A partial human skull was found when workers were dumping excavated debris from the project at a site in Edwards. The skull was then traced back to the Lionshead Inn demolition site at 705 W. Lionshead Circle in Vail, where another large human bone was discovered.
Eagle County Coroner Kara Bettis determined the bones were human and will be working with an anthropologist on Friday to search for additional remains and attempt to determine the age and gender of the skeleton, as well as a cause and manner of death.
The investigation, involving the Eagle County Sheriff’s Office, the Vail Police Department, the Colorado Fifth Judicial District Attorney’s Office and the Colorado Bureau of Investigation, may take several days.
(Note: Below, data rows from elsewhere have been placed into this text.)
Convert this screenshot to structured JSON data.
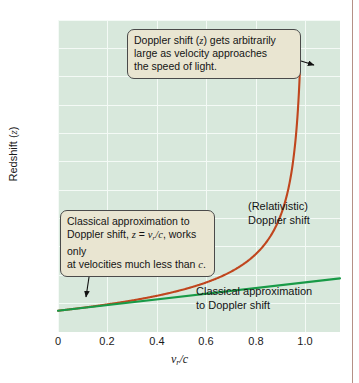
{
  "figure": {
    "background_color": "#ffffff",
    "plot_background_color": "#d8e8dc",
    "gridline_color": "#f4faf6",
    "edge_rule_color": "#9c6b5e"
  },
  "axes": {
    "y_label_prefix": "Redshift (",
    "y_label_var": "z",
    "y_label_suffix": ")",
    "y_ticks": [
      "10",
      "9",
      "8",
      "7",
      "6",
      "5",
      "4",
      "3",
      "2",
      "1",
      "0"
    ],
    "x_ticks": [
      "0",
      "0.2",
      "0.4",
      "0.6",
      "0.8",
      "1.0"
    ],
    "x_label_var": "v",
    "x_label_sub": "r",
    "x_label_rest": "/c"
  },
  "annotations": {
    "top_callout": {
      "line1_pre": "Doppler shift (",
      "line1_var": "z",
      "line1_post": ") gets arbitrarily",
      "line2": "large as velocity approaches",
      "line3": "the speed of light."
    },
    "left_callout": {
      "line1": "Classical approximation to",
      "line2_pre": "Doppler shift, ",
      "line2_eq_z": "z",
      "line2_eq_mid": " = ",
      "line2_eq_v": "v",
      "line2_eq_sub": "r",
      "line2_eq_tail": "/c",
      "line2_post": ", works only",
      "line3_pre": "at velocities much less than ",
      "line3_var": "c",
      "line3_post": "."
    },
    "relativistic_label": {
      "line1": "(Relativistic)",
      "line2": "Doppler shift"
    },
    "classical_label": {
      "line1": "Classical approximation",
      "line2": "to Doppler shift"
    }
  },
  "chart_data": {
    "type": "line",
    "title": "",
    "xlabel": "v_r/c",
    "ylabel": "Redshift (z)",
    "xlim": [
      0,
      1.14
    ],
    "ylim": [
      -0.75,
      10.25
    ],
    "grid": true,
    "legend": "inline-annotations",
    "x_tick_values": [
      0,
      0.2,
      0.4,
      0.6,
      0.8,
      1.0
    ],
    "y_tick_values": [
      0,
      1,
      2,
      3,
      4,
      5,
      6,
      7,
      8,
      9,
      10
    ],
    "series": [
      {
        "name": "(Relativistic) Doppler shift",
        "color": "#c0461e",
        "formula": "z = sqrt((1+b)/(1-b)) - 1",
        "x": [
          0,
          0.05,
          0.1,
          0.15,
          0.2,
          0.25,
          0.3,
          0.35,
          0.4,
          0.45,
          0.5,
          0.55,
          0.6,
          0.65,
          0.7,
          0.75,
          0.8,
          0.85,
          0.88,
          0.9,
          0.92,
          0.94,
          0.95,
          0.96,
          0.965,
          0.97,
          0.975,
          0.978
        ],
        "values": [
          0,
          0.051,
          0.106,
          0.164,
          0.225,
          0.291,
          0.363,
          0.441,
          0.528,
          0.626,
          0.732,
          0.856,
          1.0,
          1.168,
          1.38,
          1.646,
          2.0,
          2.513,
          2.96,
          3.359,
          3.899,
          4.69,
          5.245,
          6.0,
          6.49,
          7.1,
          7.888,
          8.47
        ]
      },
      {
        "name": "Classical approximation to Doppler shift",
        "color": "#189a47",
        "formula": "z = v_r/c",
        "x": [
          0,
          1.14
        ],
        "values": [
          0,
          1.14
        ]
      }
    ],
    "annotations": [
      {
        "text": "Doppler shift (z) gets arbitrarily large as velocity approaches the speed of light.",
        "points_to_series": "(Relativistic) Doppler shift"
      },
      {
        "text": "Classical approximation to Doppler shift, z = v_r/c, works only at velocities much less than c.",
        "points_to_series": "Classical approximation to Doppler shift"
      }
    ]
  }
}
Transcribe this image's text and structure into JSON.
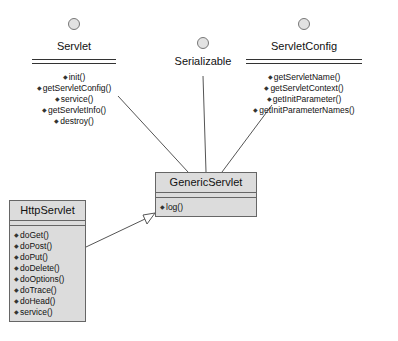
{
  "diagram": {
    "type": "uml-class-diagram",
    "interfaces": [
      {
        "name": "Servlet",
        "methods": [
          "init()",
          "getServletConfig()",
          "service()",
          "getServletInfo()",
          "destroy()"
        ]
      },
      {
        "name": "Serializable",
        "methods": []
      },
      {
        "name": "ServletConfig",
        "methods": [
          "getServletName()",
          "getServletContext()",
          "getInitParameter()",
          "getInitParameterNames()"
        ]
      }
    ],
    "classes": [
      {
        "name": "GenericServlet",
        "methods": [
          "log()"
        ]
      },
      {
        "name": "HttpServlet",
        "methods": [
          "doGet()",
          "doPost()",
          "doPut()",
          "doDelete()",
          "doOptions()",
          "doTrace()",
          "doHead()",
          "service()"
        ]
      }
    ],
    "relations": [
      {
        "from": "GenericServlet",
        "to": "Servlet",
        "kind": "realization"
      },
      {
        "from": "GenericServlet",
        "to": "Serializable",
        "kind": "realization"
      },
      {
        "from": "GenericServlet",
        "to": "ServletConfig",
        "kind": "realization"
      },
      {
        "from": "HttpServlet",
        "to": "GenericServlet",
        "kind": "generalization"
      }
    ]
  }
}
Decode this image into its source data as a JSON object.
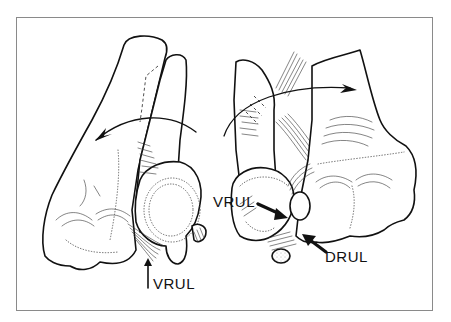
{
  "figure": {
    "type": "anatomical line drawing",
    "views": [
      {
        "name": "left-view",
        "labels": [
          {
            "id": "vrul-left",
            "text": "VRUL",
            "x": 153,
            "y": 282
          }
        ],
        "rotation_arrow": "counter-clockwise (points left)"
      },
      {
        "name": "right-view",
        "labels": [
          {
            "id": "vrul-right",
            "text": "VRUL",
            "x": 213,
            "y": 199
          },
          {
            "id": "drul-right",
            "text": "DRUL",
            "x": 325,
            "y": 254
          }
        ],
        "rotation_arrow": "clockwise (points right)"
      }
    ],
    "colors": {
      "background": "#ffffff",
      "ink": "#111111",
      "frame_border": "#8a8a8a"
    }
  }
}
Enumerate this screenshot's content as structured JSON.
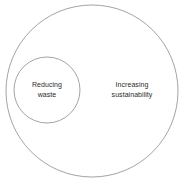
{
  "diagram": {
    "type": "euler-diagram",
    "background_color": "#ffffff",
    "stroke_color": "#8c8c8c",
    "text_color": "#2b2b2b",
    "sets": [
      {
        "name": "outer-set",
        "label_lines": [
          "Increasing",
          "sustainability"
        ],
        "label_text": "Increasing sustainability",
        "center_x": 92,
        "center_y": 91,
        "radius": 86
      },
      {
        "name": "inner-set",
        "label_lines": [
          "Reducing",
          "waste"
        ],
        "label_text": "Reducing waste",
        "center_x": 47,
        "center_y": 90,
        "radius": 33
      }
    ],
    "relationship": "inner-set is a subset of outer-set"
  }
}
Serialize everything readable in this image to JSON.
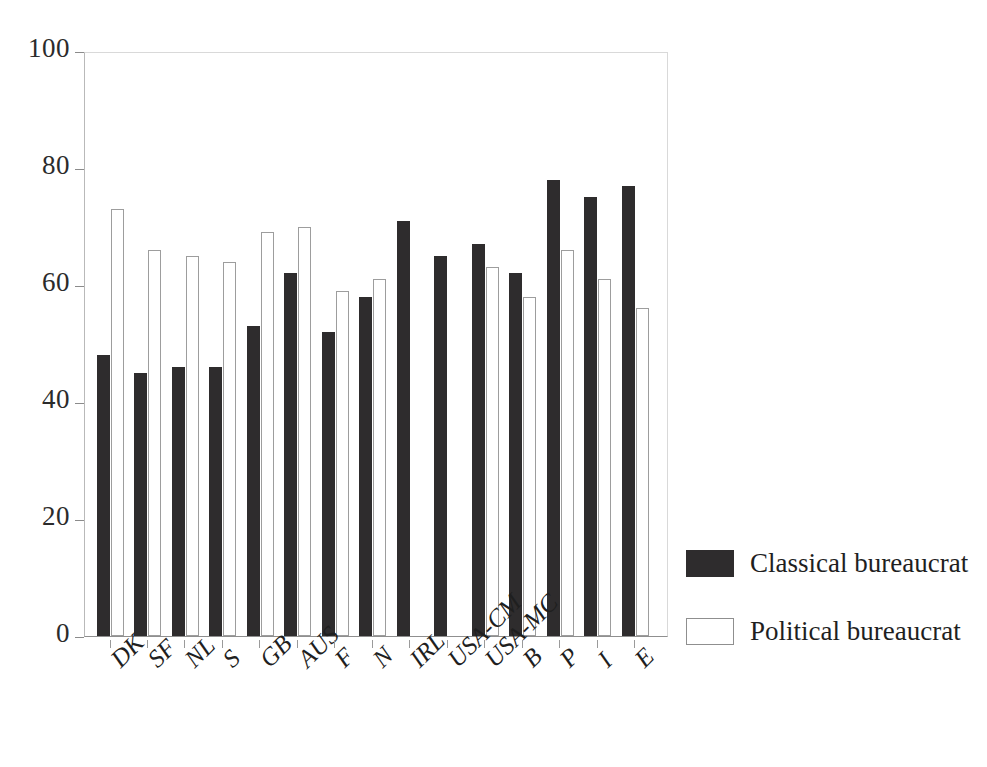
{
  "chart_data": {
    "type": "bar",
    "title": "",
    "subtitle": "",
    "xlabel": "",
    "ylabel": "",
    "ylim": [
      0,
      100
    ],
    "yticks": [
      0,
      20,
      40,
      60,
      80,
      100
    ],
    "ytick_labels": [
      "0",
      "20",
      "40",
      "60",
      "80",
      "100"
    ],
    "grid": false,
    "legend_position": "right",
    "categories": [
      "DK",
      "SF",
      "NL",
      "S",
      "GB",
      "AUS",
      "F",
      "N",
      "IRL",
      "USA-CM",
      "USA-MC",
      "B",
      "P",
      "I",
      "E"
    ],
    "series": [
      {
        "name": "Classical bureaucrat",
        "color": "#2e2c2d",
        "values": [
          48,
          45,
          46,
          46,
          53,
          62,
          52,
          58,
          71,
          65,
          67,
          62,
          78,
          75,
          77
        ]
      },
      {
        "name": "Political bureaucrat",
        "color": "#ffffff",
        "values": [
          73,
          66,
          65,
          64,
          69,
          70,
          59,
          61,
          null,
          null,
          63,
          58,
          66,
          61,
          56
        ]
      }
    ]
  },
  "legend": {
    "items": [
      {
        "label": "Classical bureaucrat",
        "swatch": "classical"
      },
      {
        "label": "Political bureaucrat",
        "swatch": "political"
      }
    ]
  },
  "colors": {
    "classical": "#2e2c2d",
    "political": "#ffffff",
    "axis": "#8f8f8f",
    "background": "#ffffff"
  }
}
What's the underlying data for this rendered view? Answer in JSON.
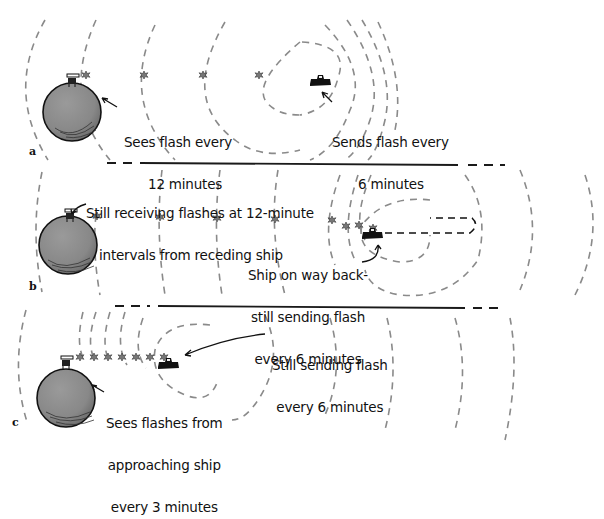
{
  "figure": {
    "panels": [
      {
        "id": "a",
        "letter": "a",
        "observer_caption_line1": "Sees flash every",
        "observer_caption_line2": "12 minutes",
        "ship_caption_line1": "Sends flash every",
        "ship_caption_line2": "6 minutes",
        "ship_motion": "receding",
        "flash_count": 5
      },
      {
        "id": "b",
        "letter": "b",
        "observer_caption_line1": "Still receiving flashes at 12-minute",
        "observer_caption_line2": "intervals from receding ship",
        "ship_caption_line1": "Ship on way back-",
        "ship_caption_line2": "still sending flash",
        "ship_caption_line3": "every 6 minutes",
        "ship_motion": "turning back",
        "flash_count": 7
      },
      {
        "id": "c",
        "letter": "c",
        "observer_caption_line1": "Sees flashes from",
        "observer_caption_line2": "approaching ship",
        "observer_caption_line3": "every 3 minutes",
        "ship_caption_line1": "Still sending flash",
        "ship_caption_line2": "every 6 minutes",
        "ship_motion": "approaching",
        "flash_count": 7
      }
    ],
    "icons": {
      "planet": "planet-icon",
      "observer": "telescope-observer-icon",
      "ship": "spaceship-icon",
      "flash": "flash-burst-icon"
    },
    "colors": {
      "planet_fill": "#8c8c8c",
      "wavefront": "#8a8a8a",
      "ink": "#111111",
      "background": "#ffffff"
    }
  }
}
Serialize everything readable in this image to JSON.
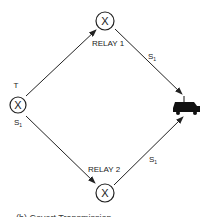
{
  "diagram": {
    "nodes": {
      "transmitter": {
        "symbol": "X",
        "top_label": "T",
        "bottom_label": "S",
        "bottom_sub": "1"
      },
      "relay1": {
        "symbol": "X",
        "label": "RELAY 1"
      },
      "relay2": {
        "symbol": "X",
        "label": "RELAY 2"
      },
      "receiver": {
        "icon": "vehicle-icon"
      }
    },
    "edges": [
      {
        "from": "transmitter",
        "to": "relay1",
        "label": ""
      },
      {
        "from": "relay1",
        "to": "receiver",
        "label": "S",
        "sub": "1"
      },
      {
        "from": "transmitter",
        "to": "relay2",
        "label": ""
      },
      {
        "from": "relay2",
        "to": "receiver",
        "label": "S",
        "sub": "1"
      }
    ],
    "caption": "(b) Covert Transmission"
  }
}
“They’re not recent but until they do some tests there’s no way to know just how old [the bones are],” said Eagle County spokeswoman Kris Friel. “They’ve stopped construction there and hopefully we don’t disrupt them too long while they dig through.”
The most famous missing person in Vail history was Julie Cunningham, a ski shop worker and ski instructor who disappeared from Vail in March of 1975. Serial killer Ted Bundy admitted to killing her but her remains still have not been found.
“It had occurred to me just in my own mind but I had not heard anyone else discuss that,,” Friel said of the Cunningham case and the latest discovery. “We don’t know gender, how old, who the person was, how long the bones have been there. Anything is obviously just complete speculation at this point until they get a little more info.”
Matt Lindvall, the former Vail Police Department detective who took Bundy’s confession for the Cunningham murder in 1989, said the notorious mass murderer told him he disposed of her body near Rifle in neighboring Garfield County.
“Do I think it’s Julie Cunningham?” Lindvall said Thursday from his home in Durango. “That wasn’t the location that was given to us in confessions in 1989 but her remains have not been discovered. I’d be surprised if those remains are from Julie Cunningham, but I would hope that if it is it gives some rest to her family.”
Lindvall said Bundy told him he killed Cunningham and then used his Volkswagen Beetle to take her body west to Garfield County in March of 1975. He returned a month or so later, located her body and buried it, according to Lindvall. But police never were able to find her remains in the locations Bundy described.
Lindvall doesn’t remember any other prominent unsolved missing persons cases in the Vail area during his tenure as a detective between 1979 and 2005, when he retired and moved to Durango.
“As far as my recollection of any other unsolved cases or missing persons, I don’t remember anything like that and I have a pretty good memory for that kind of thing,” Lindvall said. “It’s a pretty transient community — I-70 corridor, a lot of undocumented individuals. It could have been a settler from the 1800s or it could have been a Native American.”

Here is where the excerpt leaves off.